Gallagher knows how fine the line is. Two years ago, he quietly predicted Fermanagh would successfully raid Donegal in the championship despite the decades of one-way history. He was right. That same year, hampered by a leg injury, he was at his most elusive when his team pushed Armagh to the brink in the provincial semi-final. They lost out, falling on a distant and wayward free, and Gallagher closed his ears to the talk of next year, the same words he'd been hearing since he was a kid. The present is the only broadcast that matters for him.

It won't be lost on him that Donegal and Armagh, counties which his own were on the verge of eclipsing, are in the Ulster final tomorrow. A month ago, Armagh inflicted a crushing 0-16 to 1-5 defeat on Fermanagh, a complete and dispiriting lesson.

That Sunday seemed to remove the already slender faith from Fermanagh and not many more that 300 showed up for their qualifier six days later in Mullingar.

"I think we were guilty of a lot of things against Armagh that day. We played into their hands tactically. Armagh's a team that like to sit behind the ball and we never really invited them to come out and play. And we had an off-day ourselves. But, you know, this team has been together six years now. That's a long time. Losing like that was never going to shatter our confidence or anything. It annoyed us and taught us a few things but it wasn't going to make us lie down."

And so they travelled to the home of Westmeath, the success story of the Great Experiment and controlled the game, running out seven-point winners. So for Kerry, the Ulster team must be a tough read.

"Well, it would be a mistake to presume that Westmeath were anywhere close to the form that they achieved last year," Gallagher observes.

"They were coming off a bad season so I doubt Kerry will read too much into that. I would say Kerry see us as a soft touch, to be honest. This is a team that has done it all and they expect to be in All-Irelands."

And equally, Gallagher expects to be able to thrive in that sort of company. That's why his opinions sometimes sound bold. He does not believe Fermanagh should be simply pleased to run on the same field as the game's aristocracy. Perhaps that is because he would stroll on to any side in the country.

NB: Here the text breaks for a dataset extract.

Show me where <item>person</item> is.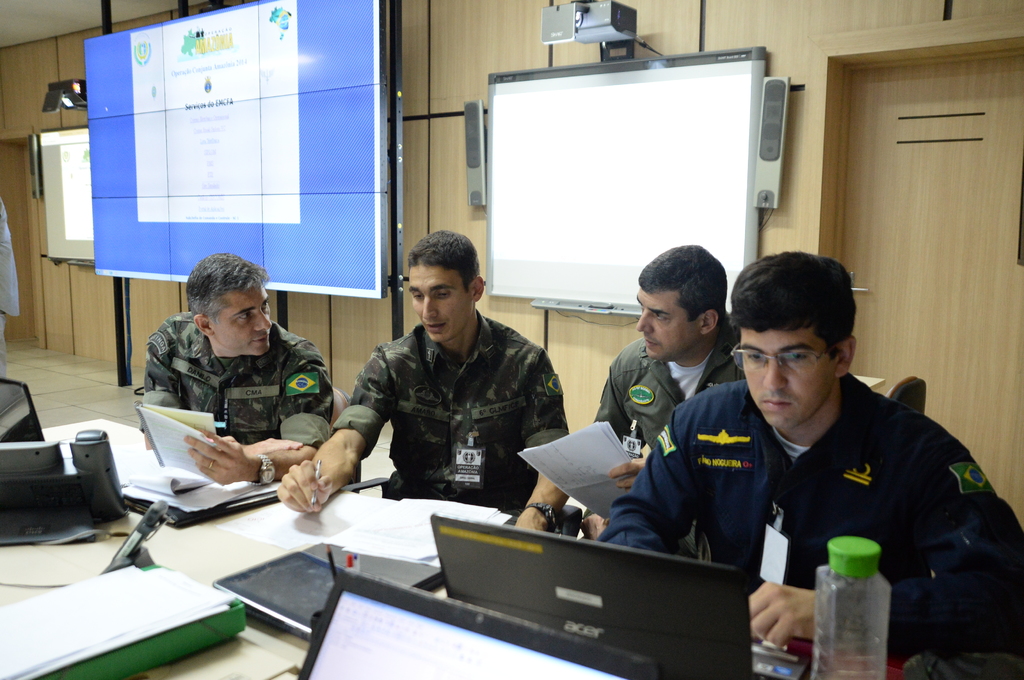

A lethal place-kicker and a brilliant playmaker, he progresses through high-octane championship matches in an unhurried, almost casual manner. Free of injury, he has been in wonderful form, taking a Sigerson medal with Sligo IT before hitting 3-9 of 4-13 against Monaghan. Interviewed immediately after that game, he was uninterested in his personal tally and has since become almost dismissive of it.

"Look, Monaghan had one of their worst leagues ever and came into that game demoralised. Personal tallies don't really matter. Don't get me wrong, I'd love to be scoring that every game if it helped the team to win. But I am much more interested in Fermanagh giving a balanced and positive account of themselves, you know."

The romantics moaned about the fact the GAA didn't stage this David and Goliath parable in the Old Vic on Jones's Road. Gallagher, now based in Dublin as a development officer with St Brigid's GAA club, shrugs at the thought. He jokes that maybe the Fermanagh support could have been accommodated along one row of the Canal End.

"We know from the league the extent of our support. We have a small branch that follows us but, overall, our support wouldn't be huge. Ah, Croke Park would have been nice but it doesn't matter. You want to win the game no matter where it is played."